Monday 23 January 2012

Middlemarch and all that


I have shamelessly taken this picture from dovegreyreader's blog, as it perfectly illustrates the book I have been reading.  She is holding a "read along", reading Middlemarch in instalments, which meant that I romped through Miss Brooke at a speed of knots, and now have to wait until February to read Part Two. 

It's been interesting to re-read George Eliot.  Being a literary sort, I chose Science A-Levels, and had to self-teach myself critical reading.  In my wasted youth, I read all the CLASSICS (Middlemarch, Dickens, Trollope etc) and didn't particularly gain much from them, although many I enjoyed greatly and have gone on to re-read and re-read, especially Jane Austen and Trollope.  Middlemarch has not been one I've re-visited, and I can't really think why.  I watched the television adaptation relatively recently, with the lovely Rufus Sewell in his prime (he's gone to seed now, of course) and the utterly entrancing Juliet Aubrey as Dorothea Brooke.  Perhaps that's why? 

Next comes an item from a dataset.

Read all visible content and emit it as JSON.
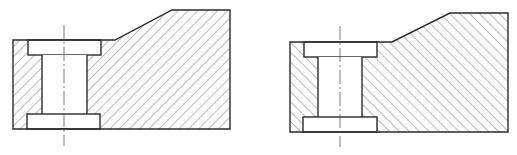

For whatever reason, Middlemarch is on my list.  I loved reading it as an adult.  A proper adult, I mean, with a job and a mortgage and two children and an account with John Lewis.  Miss Brooke is far more pious and difficult than I remember her being, Cecila is a sweetie, Sir James is very proper and manly, and Casaubon is made out of beige.  What a wonderful character he is.  A key to all mythologies, honestly.  And silly Dorothea for being taken in by him - I suppose he would seem like some form of hero to an eighteen year old longing to be taken seriously by someone and, feeling herself to be far cleverer than the people around her, longing to have someone to whom she could admire intellectually.  Unfortunately, she doesn't realise; the first rule of being cleverer than everyone else is to pretend not to be cleverer than everyone else. 

George Eliot's writing is needle sharp - it's as if she has specially sharpened her pen and is creating perfect little pen and ink drawings of her characters.  She is also funny - I don't remember laughing during the television adaptation, except at Mr Brooke, so it must be the strong author's voice, so disliked by Linda Grant.  I follow her on Twitter, I don't have a personal connection to her. 

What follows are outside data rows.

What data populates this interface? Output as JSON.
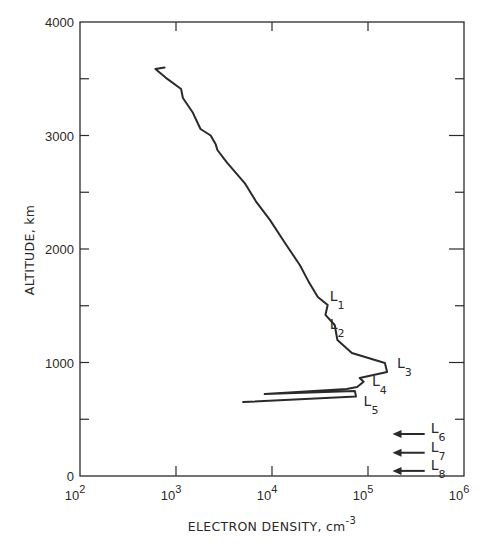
{
  "chart_data": {
    "type": "line",
    "title": "",
    "xlabel": "ELECTRON DENSITY, cm",
    "xlabel_superscript": "-3",
    "ylabel": "ALTITUDE, km",
    "xscale": "log",
    "xlim": [
      100,
      1000000
    ],
    "ylim": [
      0,
      4000
    ],
    "grid": false,
    "x_ticks": [
      {
        "base": "10",
        "exp": "2",
        "value": 100
      },
      {
        "base": "10",
        "exp": "3",
        "value": 1000
      },
      {
        "base": "10",
        "exp": "4",
        "value": 10000
      },
      {
        "base": "10",
        "exp": "5",
        "value": 100000
      },
      {
        "base": "10",
        "exp": "6",
        "value": 1000000
      }
    ],
    "y_ticks": [
      "0",
      "1000",
      "2000",
      "3000",
      "4000"
    ],
    "y_minor_ticks": [
      500,
      1500,
      2500,
      3500
    ],
    "series": [
      {
        "name": "Electron density profile",
        "points": [
          {
            "x": 760,
            "y": 3600
          },
          {
            "x": 610,
            "y": 3585
          },
          {
            "x": 780,
            "y": 3510
          },
          {
            "x": 1130,
            "y": 3410
          },
          {
            "x": 1180,
            "y": 3330
          },
          {
            "x": 1500,
            "y": 3200
          },
          {
            "x": 1800,
            "y": 3057
          },
          {
            "x": 2300,
            "y": 3000
          },
          {
            "x": 2600,
            "y": 2920
          },
          {
            "x": 2700,
            "y": 2872
          },
          {
            "x": 3400,
            "y": 2760
          },
          {
            "x": 5200,
            "y": 2581
          },
          {
            "x": 6800,
            "y": 2420
          },
          {
            "x": 9500,
            "y": 2256
          },
          {
            "x": 13500,
            "y": 2060
          },
          {
            "x": 19500,
            "y": 1859
          },
          {
            "x": 24500,
            "y": 1700
          },
          {
            "x": 30000,
            "y": 1577
          },
          {
            "x": 38000,
            "y": 1507
          },
          {
            "x": 36000,
            "y": 1419
          },
          {
            "x": 45000,
            "y": 1330
          },
          {
            "x": 48000,
            "y": 1198
          },
          {
            "x": 68000,
            "y": 1084
          },
          {
            "x": 150000,
            "y": 996
          },
          {
            "x": 158000,
            "y": 916
          },
          {
            "x": 82000,
            "y": 863
          },
          {
            "x": 90000,
            "y": 830
          },
          {
            "x": 77000,
            "y": 784
          },
          {
            "x": 60000,
            "y": 766
          },
          {
            "x": 8400,
            "y": 722
          },
          {
            "x": 73000,
            "y": 749
          },
          {
            "x": 75000,
            "y": 700
          },
          {
            "x": 5000,
            "y": 652
          }
        ]
      }
    ],
    "annotations": [
      {
        "label": "L",
        "sub": "1",
        "x": 40000,
        "y": 1530
      },
      {
        "label": "L",
        "sub": "2",
        "x": 40000,
        "y": 1290
      },
      {
        "label": "L",
        "sub": "3",
        "x": 200000,
        "y": 940
      },
      {
        "label": "L",
        "sub": "4",
        "x": 110000,
        "y": 780
      },
      {
        "label": "L",
        "sub": "5",
        "x": 90000,
        "y": 610
      },
      {
        "label": "L",
        "sub": "6",
        "x": 450000,
        "y": 370,
        "arrow_to": 180000
      },
      {
        "label": "L",
        "sub": "7",
        "x": 450000,
        "y": 205,
        "arrow_to": 180000
      },
      {
        "label": "L",
        "sub": "8",
        "x": 450000,
        "y": 45,
        "arrow_to": 180000
      }
    ],
    "line_color": "#2a2a2a"
  }
}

The thing I love most about reading the book with a group, especially via dove grey reader, is that she is able to make connections to things I had vaguely noticed and mentally filed under interesting.  A S Byatt's writing about GE is the example I'm thinking about at the moment; here is a vast chunk I have copied and pasted.

'I taught it with a passion because it I perceived it was about the growth, use and inevitable failure and frustration of all human energy - a lesson one is not interested in at eleven, or eighteen, but at twenty-six with two small children, it seems crucial. George Eliot's people were appallingly ambitious and greedy - not always for political, or even exclusively sexual power...they were ambitious to use their minds to the full. to discover something, to live on a scale where their life felt valuable from moment to moment...'


I can't say anything more about it.  That's it really.


2 comments:

  1. I'm almost ashamed to admit I haven't read Middlemarch. Only almost because I've read quite a lot of other stuff and I like to think I still have time. Might wander over to Dove Grey Reader and see if it inspires me. Your post is certainly nudging me towards the relevant bookshelf.